Ruffolo and her industry peers never rest. Successful cyber breaches could significantly impact U.S. energy and national security, millions of American families and billions of dollars of economic investment.

Marisa Ruffolo

“At some point you come to terms with the fact that the adversaries are out there, and that there will always be those who are looking to do you harm,” she says. “Today’s hackers are educated engineers and computer science professionals who have been hired by nation states or cybercriminal organizations to develop attacks against companies and governments.”

Recognizing the deep importance of cybersecurity, corporate boards and executives are actively engaged with their growing cybersecurity departments, which are capable of providing state-of-the-art levels of preparedness. Ruffolo says executives place cybersecurity among the highest levels of corporate priorities because they know it’s an enterprise-wide risk not to.

The industry has also adopted international standards and proven guidelines to respond to threats, including a cybersecurity framework established by the National Institute of Standards and Technology. The framework, which consists of five core focus areas — identify, protect, detect, respond and recover — is the same one used across other prominent U.S. industries, such as banking and manufacturing.

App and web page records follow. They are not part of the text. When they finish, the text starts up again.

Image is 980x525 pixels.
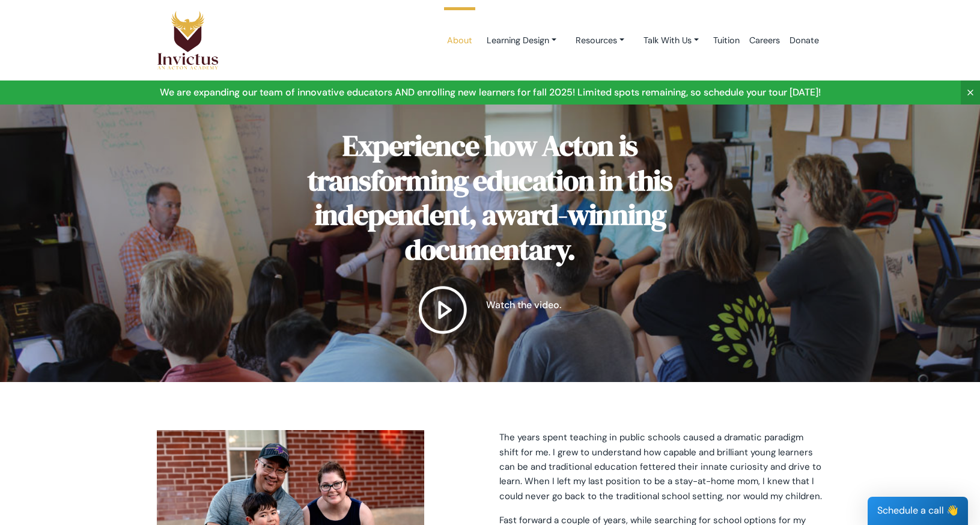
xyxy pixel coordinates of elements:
a: Careers [745,15,784,66]
a: Watch the video. [271,286,709,334]
a: Tuition [708,15,745,66]
img: play button [419,286,467,334]
a: Learning Design [477,29,566,52]
a: About [442,15,477,66]
a: Donate [784,15,824,66]
a: Talk With Us [634,29,708,52]
p: The years spent teaching in public schools caused a dramatic paradigm shift for me. I grew to und... [499,430,824,502]
div: Schedule a call 👋 [868,496,968,525]
h2: Experience how Acton is transforming education in this independent, award-winning documentary. [271,128,709,266]
img: Logo [156,10,219,71]
p: Watch the video. [486,299,561,312]
a: Resources [566,29,634,52]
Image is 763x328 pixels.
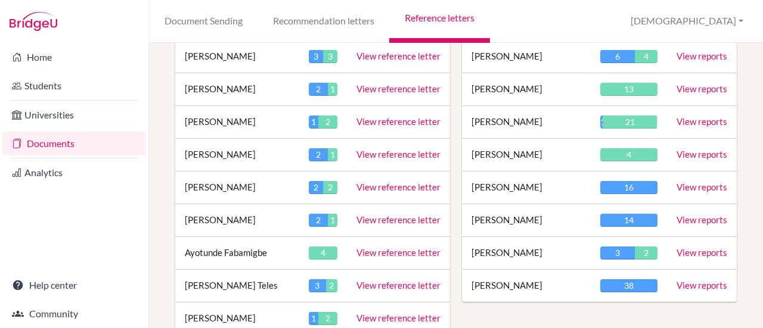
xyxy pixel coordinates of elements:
[677,215,727,225] a: View reports
[462,41,591,73] td: [PERSON_NAME]
[175,237,299,270] td: Ayotunde Fabamigbe
[175,204,299,237] td: [PERSON_NAME]
[328,83,337,96] div: 1
[2,74,146,98] a: Students
[357,313,441,324] a: View reference letter
[2,45,146,69] a: Home
[318,312,337,326] div: 2
[357,247,441,258] a: View reference letter
[328,148,337,162] div: 1
[462,270,591,303] td: [PERSON_NAME]
[175,172,299,204] td: [PERSON_NAME]
[600,181,658,194] div: 16
[600,50,634,63] div: 6
[677,149,727,160] a: View reports
[309,312,318,326] div: 1
[625,10,749,32] button: [DEMOGRAPHIC_DATA]
[309,83,328,96] div: 2
[603,116,657,129] div: 21
[357,182,441,193] a: View reference letter
[600,148,658,162] div: 4
[600,214,658,227] div: 14
[600,83,658,96] div: 13
[462,139,591,172] td: [PERSON_NAME]
[309,214,328,227] div: 2
[328,214,337,227] div: 1
[323,50,337,63] div: 3
[357,116,441,127] a: View reference letter
[309,148,328,162] div: 2
[357,51,441,61] a: View reference letter
[357,83,441,94] a: View reference letter
[2,161,146,185] a: Analytics
[175,41,299,73] td: [PERSON_NAME]
[357,280,441,291] a: View reference letter
[462,73,591,106] td: [PERSON_NAME]
[677,116,727,127] a: View reports
[462,237,591,270] td: [PERSON_NAME]
[2,132,146,156] a: Documents
[635,247,658,260] div: 2
[2,302,146,326] a: Community
[462,204,591,237] td: [PERSON_NAME]
[175,139,299,172] td: [PERSON_NAME]
[309,247,337,260] div: 4
[175,270,299,303] td: [PERSON_NAME] Teles
[323,181,337,194] div: 2
[309,181,323,194] div: 2
[175,106,299,139] td: [PERSON_NAME]
[677,51,727,61] a: View reports
[600,280,658,293] div: 38
[309,50,323,63] div: 3
[326,280,337,293] div: 2
[677,182,727,193] a: View reports
[309,280,326,293] div: 3
[600,247,634,260] div: 3
[2,103,146,127] a: Universities
[677,280,727,291] a: View reports
[677,247,727,258] a: View reports
[357,149,441,160] a: View reference letter
[462,172,591,204] td: [PERSON_NAME]
[600,116,603,129] div: 1
[677,83,727,94] a: View reports
[309,116,318,129] div: 1
[2,274,146,297] a: Help center
[10,12,57,31] img: Bridge-U
[462,106,591,139] td: [PERSON_NAME]
[635,50,658,63] div: 4
[318,116,337,129] div: 2
[175,73,299,106] td: [PERSON_NAME]
[357,215,441,225] a: View reference letter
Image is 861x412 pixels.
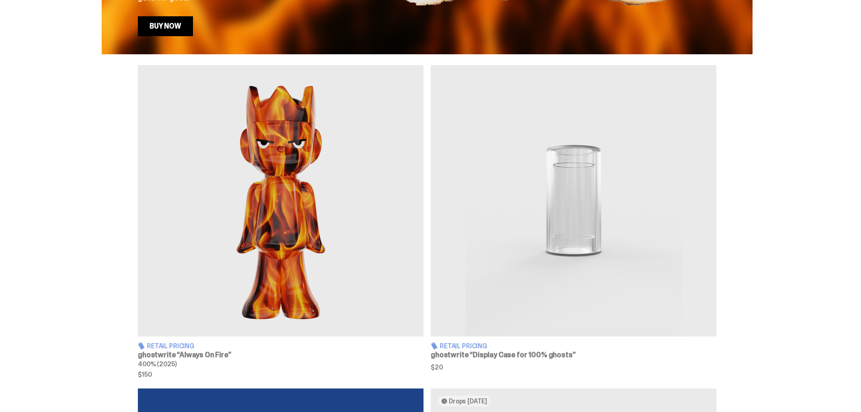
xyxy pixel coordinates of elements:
span: $150 [138,371,424,378]
a: Display Case for 100% ghosts Retail Pricing [431,65,717,378]
span: $20 [431,364,717,370]
span: Retail Pricing [440,343,487,349]
span: Retail Pricing [147,343,194,349]
img: Display Case for 100% ghosts [431,65,717,336]
a: Always On Fire Retail Pricing [138,65,424,378]
span: Drops [DATE] [449,397,487,405]
img: Always On Fire [138,65,424,336]
h3: ghostwrite “Display Case for 100% ghosts” [431,351,717,359]
span: 400% (2025) [138,360,176,368]
a: Buy Now [138,16,193,36]
h3: ghostwrite “Always On Fire” [138,351,424,359]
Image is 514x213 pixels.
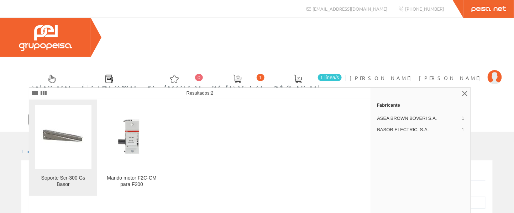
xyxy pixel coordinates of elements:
[21,148,52,154] a: Inicio
[35,175,92,188] div: Soporte Scr-300 Gs Basor
[212,83,263,90] span: Ped. favoritos
[313,6,388,12] span: [EMAIL_ADDRESS][DOMAIN_NAME]
[19,25,72,51] img: Grupo Peisa
[274,83,322,90] span: Pedido actual
[187,90,214,96] span: Resultados:
[41,120,86,154] img: Soporte Scr-300 Gs Basor
[371,99,471,111] a: Fabricante
[98,100,166,196] a: Mando motor F2C-CM para F200 Mando motor F2C-CM para F200
[82,83,136,90] span: Últimas compras
[103,175,160,188] div: Mando motor F2C-CM para F200
[350,74,484,82] span: [PERSON_NAME] [PERSON_NAME]
[405,6,444,12] span: [PHONE_NUMBER]
[103,109,160,166] img: Mando motor F2C-CM para F200
[75,69,140,93] a: Últimas compras
[377,115,459,122] span: ASEA BROWN BOVERI S.A.
[462,115,464,122] span: 1
[257,74,264,81] span: 1
[211,90,213,96] span: 2
[318,74,342,81] span: 1 línea/s
[29,100,98,196] a: Soporte Scr-300 Gs Basor Soporte Scr-300 Gs Basor
[147,83,201,90] span: Art. favoritos
[205,69,266,93] a: 1 Ped. favoritos
[462,127,464,133] span: 1
[267,69,343,93] a: 1 línea/s Pedido actual
[25,69,74,93] a: Selectores
[32,83,71,90] span: Selectores
[377,127,459,133] span: BASOR ELECTRIC, S.A.
[350,69,502,75] a: [PERSON_NAME] [PERSON_NAME]
[195,74,203,81] span: 0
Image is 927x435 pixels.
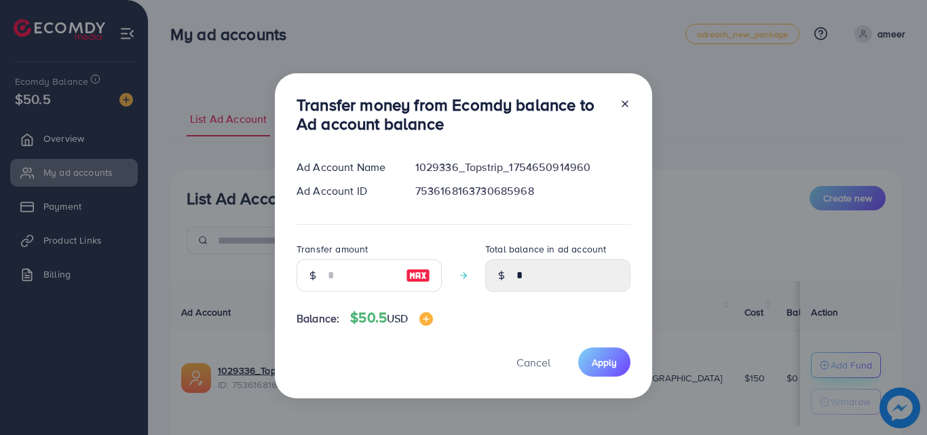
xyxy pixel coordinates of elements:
div: 7536168163730685968 [404,183,641,199]
button: Cancel [499,347,567,376]
span: Balance: [296,311,339,326]
h3: Transfer money from Ecomdy balance to Ad account balance [296,95,609,134]
label: Transfer amount [296,242,368,256]
div: Ad Account ID [286,183,404,199]
img: image [419,312,433,326]
span: Apply [592,355,617,369]
h4: $50.5 [350,309,432,326]
button: Apply [578,347,630,376]
div: Ad Account Name [286,159,404,175]
div: 1029336_Topstrip_1754650914960 [404,159,641,175]
span: Cancel [516,355,550,370]
label: Total balance in ad account [485,242,606,256]
span: USD [387,311,408,326]
img: image [406,267,430,284]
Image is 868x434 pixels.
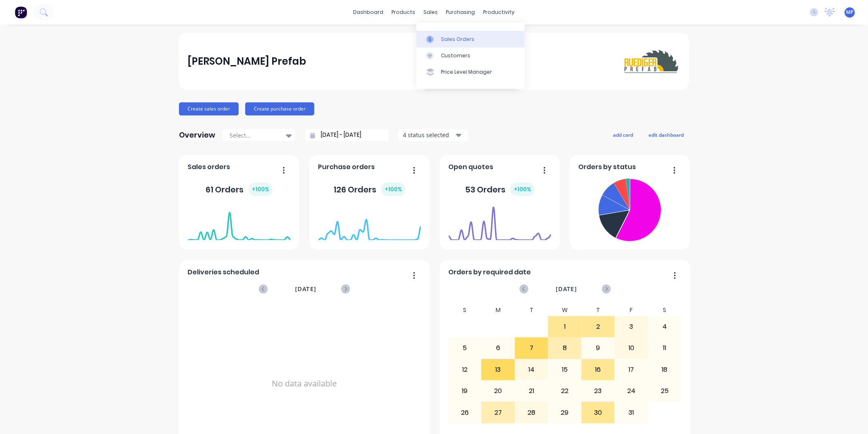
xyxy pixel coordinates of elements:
div: 14 [515,359,548,379]
div: 10 [615,338,648,358]
div: 11 [649,338,681,358]
div: 16 [582,359,615,379]
span: [DATE] [556,285,577,293]
a: dashboard [350,6,388,18]
button: Create sales order [179,102,239,115]
div: [PERSON_NAME] Prefab [188,53,307,69]
div: 6 [482,338,514,358]
div: 28 [515,402,548,422]
div: 2 [582,316,615,337]
div: + 100 % [381,182,405,196]
div: purchasing [442,6,480,18]
div: 24 [615,380,648,401]
div: S [448,304,482,315]
div: 31 [615,402,648,422]
div: 26 [449,402,481,422]
div: 29 [549,402,581,422]
div: 15 [549,359,581,379]
div: 20 [482,380,514,401]
div: 8 [549,338,581,358]
button: 4 status selected [398,129,468,141]
div: 23 [582,380,615,401]
span: Purchase orders [318,162,375,172]
div: 5 [449,338,481,358]
button: edit dashboard [644,129,689,140]
span: Orders by status [579,162,637,172]
div: 22 [549,380,581,401]
a: Sales Orders [417,31,525,47]
button: add card [608,129,639,140]
span: Open quotes [449,162,494,172]
div: productivity [480,6,519,18]
div: sales [420,6,442,18]
div: products [388,6,420,18]
div: 4 [649,316,681,337]
div: S [648,304,682,315]
div: 13 [482,359,514,379]
div: 30 [582,402,615,422]
span: MP [846,8,854,16]
span: Sales orders [188,162,231,172]
div: T [515,304,549,315]
span: [DATE] [295,285,317,293]
div: 7 [515,338,548,358]
div: W [548,304,582,315]
div: + 100 % [248,182,273,196]
div: 19 [449,380,481,401]
div: + 100 % [510,182,534,196]
img: Factory [15,6,27,18]
div: T [582,304,615,315]
div: 17 [615,359,648,379]
div: 4 status selected [403,131,454,139]
div: 21 [515,380,548,401]
div: 53 Orders [465,182,534,196]
div: 12 [449,359,481,379]
div: Price Level Manager [441,68,492,75]
a: Customers [417,48,525,64]
div: Sales Orders [441,35,474,43]
div: M [481,304,515,315]
div: 9 [582,338,615,358]
div: 3 [615,316,648,337]
img: Ruediger Prefab [623,47,680,75]
span: Deliveries scheduled [188,267,260,277]
div: Overview [179,127,215,143]
div: Customers [441,52,471,59]
div: 18 [649,359,681,379]
a: Price Level Manager [417,64,525,80]
div: 61 Orders [205,182,273,196]
div: 1 [549,316,581,337]
div: 27 [482,402,514,422]
div: 25 [649,380,681,401]
div: F [615,304,648,315]
button: Create purchase order [245,102,314,115]
div: 126 Orders [334,182,405,196]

Chevron and other companies are also empowering employees to contribute to security. Safety briefings before worker shifts at refineries, pipelines and well sites have been standard industry practice. To meet emerging threats, Chevron now includes cybersecurity concerns — such as phishing attacks and critical security updates — in its briefings.

Preventing cyberattacks requires information-sharing across the industry and with government agencies. The Oil and Natural Gas Information Sharing and Analysis Center, an industry collaboration, receives information from the U.S. intelligence community about potential breaches and works in partnership to address them.

“This sharing helps us better understand whether a threat is just focused on one company or is an industry-wide attack,” Ruffolo says. “The energy industry is so important to our economy, so it makes sense that adversaries would want to disrupt it through cyberattacks. When we have a better understanding of the adversary’s target, we can more efficiently respond.”